Who: Dietre [Solo] Where: The Abendroth household. When: Wednesday night. What: Dietre makes a friend. Rating: PG.
The hazy gray blue light of twilight spilled weakly through the windows, seeming to only to add to the gloom around him. The room was filled with odd shadows, deep dark places, his reflection in the gloss of his piano a featureless, barely human shape. He wasn't playing, only sitting, a part of the stillness, lost in the lonely sensation that he was a hollow thing with a brittle casing, liable to shatter so that all that would be left of him would be dust. So real, so in the realm of possibility this felt, that he couldn't bring himself to move.
Hours passed. There was a movement out of the corner of his eye that came and went, tantalizing and frightening all at once. If he turned his head, what would he see? A very real, very innocent flock of starlings foraging before the roost? Or something else? Some dark, warped thing from a poisoned corner of his mind?
The movement stopped, now it was a dark smudge on the edge of his vision, growing larger. The more he thought of it, the more definite it seemed, and the less able to ignore it he became. He couldn't stand it anymore. He didn't dare to move, only let his gaze shift...
The dog.
He blinked, but it remained sitting in the yard as he turned his head. It stared back at him in a way no real animal could. Dietre stood, moving close to the glass. It was just a hallucination. It wasn't real. But it had distracted him from his morbid ideas, and for that D was grateful. He wanted to see it up close. Was it waiting for him? Calling him? Unconsciously, he mouthed the word, 'stay'.
A moment later he was outside. The dog was still there. It was so black that it looked as though it was just the outline of a dog, a hole punched in the fabric of reality. Its eyes seemed to float in all that darkness, but Dietre wasn't scared. Not really.
The two regarded each other for a long while, as still as statues. Suddenly, Dietre reached out, moving slowly, as if underwater, overcome with the urge to touch his vision. Somehow, he was not shocked when his fingers didn't pass through empty air, but brushed against fur that was not fur. There was a hazy, solid but not feeling there. An indescribable sensation. He felt that if he pressed too hard, his hand would burst through with no more resistance offered than the thin shell of a rotted pumpkin. But the longer his hand remained between the dog's ears, the more concrete it felt. There was no change in temperature, no real texture, but he was touching something, he had no doubt.
He felt something shift inside him, a clicking into place.
"...I think I'll keep you."
Dietre lifted his hand. The dog faded, losing its shape like a wisp of smoke. It had vanished, but it was not gone. It was with him. Inside him. It would always be there when he wanted it. He'd make sure of it.
That night, like every night, dinner ended with a glass of water and medication. But..when his mother's back was turned, Dietre slipped a finger into his mouth, fishing out the small round pill he had hidden beneath his tongue.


### Task requirements
Write out the data again in full, exactly as it reads.

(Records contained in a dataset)
☆ ☆ ☆
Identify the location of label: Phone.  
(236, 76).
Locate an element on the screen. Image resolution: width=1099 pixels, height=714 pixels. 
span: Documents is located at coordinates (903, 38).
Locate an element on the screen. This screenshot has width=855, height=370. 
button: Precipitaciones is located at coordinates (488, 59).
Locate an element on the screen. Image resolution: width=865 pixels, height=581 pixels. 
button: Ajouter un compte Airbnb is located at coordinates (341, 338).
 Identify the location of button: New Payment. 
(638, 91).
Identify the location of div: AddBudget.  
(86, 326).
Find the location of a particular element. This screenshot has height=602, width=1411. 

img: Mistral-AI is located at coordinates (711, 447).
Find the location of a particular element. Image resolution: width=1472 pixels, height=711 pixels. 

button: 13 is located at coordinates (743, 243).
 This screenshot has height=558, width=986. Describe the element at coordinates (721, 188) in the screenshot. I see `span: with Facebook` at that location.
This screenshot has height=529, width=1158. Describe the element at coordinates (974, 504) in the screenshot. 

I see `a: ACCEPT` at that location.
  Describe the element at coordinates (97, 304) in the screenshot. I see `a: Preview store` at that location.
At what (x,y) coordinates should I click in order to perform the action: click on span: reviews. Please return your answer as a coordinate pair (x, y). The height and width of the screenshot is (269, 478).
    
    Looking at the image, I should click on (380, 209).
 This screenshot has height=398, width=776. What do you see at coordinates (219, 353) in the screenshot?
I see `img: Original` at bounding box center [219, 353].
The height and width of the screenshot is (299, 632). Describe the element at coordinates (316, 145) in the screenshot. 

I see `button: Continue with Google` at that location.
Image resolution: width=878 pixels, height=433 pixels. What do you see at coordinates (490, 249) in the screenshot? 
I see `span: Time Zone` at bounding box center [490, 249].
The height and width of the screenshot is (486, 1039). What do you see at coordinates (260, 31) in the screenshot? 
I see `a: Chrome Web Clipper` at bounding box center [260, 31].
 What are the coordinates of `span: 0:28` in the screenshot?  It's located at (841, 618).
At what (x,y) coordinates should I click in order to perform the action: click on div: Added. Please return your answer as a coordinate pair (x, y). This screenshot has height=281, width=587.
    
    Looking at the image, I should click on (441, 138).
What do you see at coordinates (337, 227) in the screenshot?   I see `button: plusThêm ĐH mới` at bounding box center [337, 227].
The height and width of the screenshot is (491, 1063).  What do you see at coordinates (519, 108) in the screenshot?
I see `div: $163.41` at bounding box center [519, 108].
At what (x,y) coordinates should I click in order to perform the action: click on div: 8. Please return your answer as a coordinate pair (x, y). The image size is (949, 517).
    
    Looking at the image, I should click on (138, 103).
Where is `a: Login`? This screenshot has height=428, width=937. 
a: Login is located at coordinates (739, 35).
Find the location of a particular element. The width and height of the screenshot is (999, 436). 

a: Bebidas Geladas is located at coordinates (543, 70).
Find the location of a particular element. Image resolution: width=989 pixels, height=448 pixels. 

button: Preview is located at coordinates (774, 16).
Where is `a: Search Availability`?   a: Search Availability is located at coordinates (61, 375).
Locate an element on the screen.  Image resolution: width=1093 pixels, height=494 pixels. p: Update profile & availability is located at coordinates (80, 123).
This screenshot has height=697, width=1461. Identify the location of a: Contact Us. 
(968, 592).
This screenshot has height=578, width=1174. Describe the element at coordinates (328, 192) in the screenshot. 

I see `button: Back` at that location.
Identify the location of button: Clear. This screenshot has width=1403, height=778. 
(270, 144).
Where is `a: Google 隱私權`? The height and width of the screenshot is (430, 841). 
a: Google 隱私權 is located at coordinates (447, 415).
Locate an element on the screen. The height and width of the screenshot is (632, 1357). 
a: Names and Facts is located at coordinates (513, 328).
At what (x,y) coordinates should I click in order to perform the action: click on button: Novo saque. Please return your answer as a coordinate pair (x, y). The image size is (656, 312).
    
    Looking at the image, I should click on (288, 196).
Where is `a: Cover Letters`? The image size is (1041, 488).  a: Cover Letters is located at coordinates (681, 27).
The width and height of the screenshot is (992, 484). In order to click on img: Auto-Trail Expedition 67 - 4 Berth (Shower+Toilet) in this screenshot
☆ ☆ ☆
### Response to the exercise
Identify the location of label: Phone.  
(236, 76).
Locate an element on the screen. Image resolution: width=1099 pixels, height=714 pixels. 
span: Documents is located at coordinates (903, 38).
Locate an element on the screen. This screenshot has width=855, height=370. 
button: Precipitaciones is located at coordinates (488, 59).
Locate an element on the screen. Image resolution: width=865 pixels, height=581 pixels. 
button: Ajouter un compte Airbnb is located at coordinates (341, 338).
 Identify the location of button: New Payment. 
(638, 91).
Identify the location of div: AddBudget.  
(86, 326).
Find the location of a particular element. This screenshot has height=602, width=1411. 

img: Mistral-AI is located at coordinates (711, 447).
Find the location of a particular element. Image resolution: width=1472 pixels, height=711 pixels. 

button: 13 is located at coordinates (743, 243).
 This screenshot has height=558, width=986. Describe the element at coordinates (721, 188) in the screenshot. I see `span: with Facebook` at that location.
This screenshot has height=529, width=1158. Describe the element at coordinates (974, 504) in the screenshot. 

I see `a: ACCEPT` at that location.
  Describe the element at coordinates (97, 304) in the screenshot. I see `a: Preview store` at that location.
At what (x,y) coordinates should I click in order to perform the action: click on span: reviews. Please return your answer as a coordinate pair (x, y). The height and width of the screenshot is (269, 478).
    
    Looking at the image, I should click on (380, 209).
 This screenshot has height=398, width=776. What do you see at coordinates (219, 353) in the screenshot?
I see `img: Original` at bounding box center [219, 353].
The height and width of the screenshot is (299, 632). Describe the element at coordinates (316, 145) in the screenshot. 

I see `button: Continue with Google` at that location.
Image resolution: width=878 pixels, height=433 pixels. What do you see at coordinates (490, 249) in the screenshot? 
I see `span: Time Zone` at bounding box center [490, 249].
The height and width of the screenshot is (486, 1039). What do you see at coordinates (260, 31) in the screenshot? 
I see `a: Chrome Web Clipper` at bounding box center [260, 31].
 What are the coordinates of `span: 0:28` in the screenshot?  It's located at (841, 618).
At what (x,y) coordinates should I click in order to perform the action: click on div: Added. Please return your answer as a coordinate pair (x, y). This screenshot has height=281, width=587.
    
    Looking at the image, I should click on (441, 138).
What do you see at coordinates (337, 227) in the screenshot?   I see `button: plusThêm ĐH mới` at bounding box center [337, 227].
The height and width of the screenshot is (491, 1063).  What do you see at coordinates (519, 108) in the screenshot?
I see `div: $163.41` at bounding box center [519, 108].
At what (x,y) coordinates should I click in order to perform the action: click on div: 8. Please return your answer as a coordinate pair (x, y). The image size is (949, 517).
    
    Looking at the image, I should click on (138, 103).
Where is `a: Login`? This screenshot has height=428, width=937. 
a: Login is located at coordinates (739, 35).
Find the location of a particular element. The width and height of the screenshot is (999, 436). 

a: Bebidas Geladas is located at coordinates (543, 70).
Find the location of a particular element. Image resolution: width=989 pixels, height=448 pixels. 

button: Preview is located at coordinates (774, 16).
Where is `a: Search Availability`?   a: Search Availability is located at coordinates (61, 375).
Locate an element on the screen.  Image resolution: width=1093 pixels, height=494 pixels. p: Update profile & availability is located at coordinates (80, 123).
This screenshot has height=697, width=1461. Identify the location of a: Contact Us. 
(968, 592).
This screenshot has height=578, width=1174. Describe the element at coordinates (328, 192) in the screenshot. 

I see `button: Back` at that location.
Identify the location of button: Clear. This screenshot has width=1403, height=778. 
(270, 144).
Where is `a: Google 隱私權`? The height and width of the screenshot is (430, 841). 
a: Google 隱私權 is located at coordinates (447, 415).
Locate an element on the screen. The height and width of the screenshot is (632, 1357). 
a: Names and Facts is located at coordinates (513, 328).
At what (x,y) coordinates should I click in order to perform the action: click on button: Novo saque. Please return your answer as a coordinate pair (x, y). The image size is (656, 312).
    
    Looking at the image, I should click on (288, 196).
Where is `a: Cover Letters`? The image size is (1041, 488).  a: Cover Letters is located at coordinates (681, 27).
The width and height of the screenshot is (992, 484). In order to click on img: Auto-Trail Expedition 67 - 4 Berth (Shower+Toilet) in this screenshot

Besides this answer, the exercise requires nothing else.